Client reporting was a project in itself. Corral the team, verify every entry, pull the documentation, run the report, find something missing, fix it, reprint it, re-send it. Accounting reconciliation every month by hand. Anyone who has run a business long enough recognizes these pain points. They are real, they cost real money, and they are exactly why we got into this.
So we started building. First for ourselves, one system at a time. A tool to manage surplus assets. A shipping engine built around our fulfillment workflow and our carrier rates. A client portal that gave customers real-time visibility instead of a monthly email. Every system was built because we needed it, not because we thought it would make a good product.
03
Back in the 90s, we ran our entire operation on an enterprise platform that did everything. Custom applications, integrated security, built-in replication, all deployed across the organization. It worked. It was solid, reliable, and we built our business on it for years. Then the vendor stopped investing in it and walked away. We were left with a choice: migrate to half-baked alternatives and accept the downgrade, or rebuild everything ourselves from scratch. We chose the hard path.

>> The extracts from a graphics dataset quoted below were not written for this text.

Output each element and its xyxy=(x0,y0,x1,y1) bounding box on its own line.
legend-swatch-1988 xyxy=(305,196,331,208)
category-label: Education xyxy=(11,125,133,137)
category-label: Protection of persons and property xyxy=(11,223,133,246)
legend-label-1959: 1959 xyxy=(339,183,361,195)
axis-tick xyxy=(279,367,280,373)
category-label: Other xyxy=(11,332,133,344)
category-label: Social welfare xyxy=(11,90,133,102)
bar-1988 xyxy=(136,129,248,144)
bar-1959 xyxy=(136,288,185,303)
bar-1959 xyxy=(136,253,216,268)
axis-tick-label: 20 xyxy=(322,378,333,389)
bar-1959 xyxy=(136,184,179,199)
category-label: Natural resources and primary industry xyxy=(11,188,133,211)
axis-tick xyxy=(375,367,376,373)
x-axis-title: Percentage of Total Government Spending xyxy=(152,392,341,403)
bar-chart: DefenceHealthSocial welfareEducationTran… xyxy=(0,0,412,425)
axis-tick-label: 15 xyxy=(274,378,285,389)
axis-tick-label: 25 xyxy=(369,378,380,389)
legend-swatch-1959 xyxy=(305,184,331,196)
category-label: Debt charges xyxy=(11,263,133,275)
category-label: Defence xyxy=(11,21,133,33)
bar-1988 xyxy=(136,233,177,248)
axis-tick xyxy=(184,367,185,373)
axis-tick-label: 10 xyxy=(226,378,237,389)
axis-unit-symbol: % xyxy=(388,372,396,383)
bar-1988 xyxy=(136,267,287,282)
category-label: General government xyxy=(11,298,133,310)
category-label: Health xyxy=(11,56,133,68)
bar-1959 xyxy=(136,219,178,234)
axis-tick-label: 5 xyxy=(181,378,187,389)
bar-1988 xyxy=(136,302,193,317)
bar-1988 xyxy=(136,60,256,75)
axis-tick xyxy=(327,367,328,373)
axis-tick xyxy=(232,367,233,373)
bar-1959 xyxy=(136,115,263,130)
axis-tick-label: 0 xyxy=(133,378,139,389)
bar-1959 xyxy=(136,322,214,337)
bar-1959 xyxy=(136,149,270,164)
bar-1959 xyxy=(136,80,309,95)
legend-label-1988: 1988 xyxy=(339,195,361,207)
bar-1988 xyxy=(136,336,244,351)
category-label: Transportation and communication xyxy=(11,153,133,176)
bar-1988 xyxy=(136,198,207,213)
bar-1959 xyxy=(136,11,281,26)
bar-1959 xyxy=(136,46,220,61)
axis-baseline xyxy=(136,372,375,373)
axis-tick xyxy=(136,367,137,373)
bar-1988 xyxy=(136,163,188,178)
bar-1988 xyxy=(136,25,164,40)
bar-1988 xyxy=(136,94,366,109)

We did the migrations, redesigned our entire ERP from a blank slate, took inspiration from what already worked, and addressed every pain point we had lived with. It was a massive investment, but the right one. Once the core systems were running, something else happened: the infrastructure started talking to itself. Asset management fed the shipping engine. Shipping triggered automated invoicing. Invoicing synced to accounting without anyone touching a spreadsheet. Client portals updated in real-time because the data pipeline was already there.
Today, every division of King Enterprises runs on software we built. Not because we are a software company that happens to have other businesses. Because we are operators who built software to run those businesses, and it turned out to be good enough that it became its own division.
04
Every business has a backbone: the core process that everything else depends on. In surplus management, it is asset tracking and disposition. In equipment rental, it is fleet utilization and billing. In ecommerce, it is inventory and fulfillment. In every business, it is the financial layer that ties revenue to operations.

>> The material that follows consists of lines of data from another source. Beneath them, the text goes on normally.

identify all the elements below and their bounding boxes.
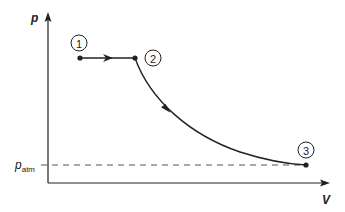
x-axis	[48, 180, 330, 187]
point-1-label: 1	[71, 35, 87, 51]
p-atm-label: patm	[14, 158, 35, 174]
point-3-dot	[303, 162, 308, 167]
p-atm-label-sub: atm	[22, 165, 36, 174]
point-3-number: 3	[303, 145, 309, 157]
point-3-label: 3	[298, 142, 314, 158]
point-1-dot	[77, 55, 82, 60]
point-1-number: 1	[76, 38, 82, 50]
point-2-label: 2	[145, 50, 161, 66]
process-2-3-curve	[135, 58, 306, 165]
y-axis	[45, 12, 52, 183]
pv-diagram: p V patm 1 2 3	[0, 0, 345, 212]
process-2-3-arrow-icon	[160, 103, 171, 112]
x-axis-label: V	[322, 193, 331, 207]
y-axis-label: p	[30, 11, 38, 25]
point-2-dot	[132, 55, 137, 60]
point-2-number: 2	[150, 53, 156, 65]
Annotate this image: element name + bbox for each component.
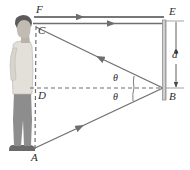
person-figure (9, 15, 35, 151)
label-D: D (38, 90, 46, 101)
mirror-surface (163, 20, 166, 100)
label-B: B (169, 91, 176, 102)
angle-arc-lower (133, 88, 134, 101)
diagram-canvas (0, 0, 190, 170)
label-A: A (31, 152, 38, 163)
label-theta-lower: θ (113, 92, 118, 102)
label-d: d (172, 49, 178, 60)
person-pants (13, 92, 32, 146)
label-F: F (36, 4, 43, 15)
ray-A-to-B (35, 88, 163, 148)
angle-arc-upper (133, 76, 134, 88)
ray-B-to-C (36, 27, 163, 88)
label-theta-upper: θ (113, 73, 118, 83)
mirror (163, 20, 167, 100)
label-C: C (38, 25, 45, 36)
label-E: E (169, 6, 176, 17)
ray-diagram-figure: F C D A E B d θ θ (0, 0, 190, 170)
dashed-line-body-axis (35, 26, 36, 149)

Off-the-shelf software is built for the average case. But your backbone is not average. It is specific to how your company operates, how your teams communicate, how your customers expect to interact with you, and how your revenue actually flows. When the software does not match the backbone, your team spends its time translating between what the software expects and what the business actually does.
We build for the backbone. Not for the average case, not for the demo slide, not for the feature checklist. For the actual workflow that your business runs on every day. That is the difference between software that works and software that works like you do.
05
If any of this sounds familiar, the gaps, the workarounds, the feeling that your tools are slowing you down instead of keeping up, that is exactly where we start. We do not need a 200-page requirements document. We need a conversation about what is not working, what should be easier, and where you are losing time or money because software cannot keep up with your operation.
We will scope it, build it, deploy it, and support it. No retraining your team on a new platform. No six-month onboarding cycle. No modules you will never use. Just the system your business actually needs, built around how you already work.
Engagement
Every relationship starts with a conversation. We are flexible on structure because the right engagement depends entirely on where you are and what you need.
Ready to Start?
No 200-page requirements document. Just a conversation about what is not working, what should be easier, and where software can keep up with your operation.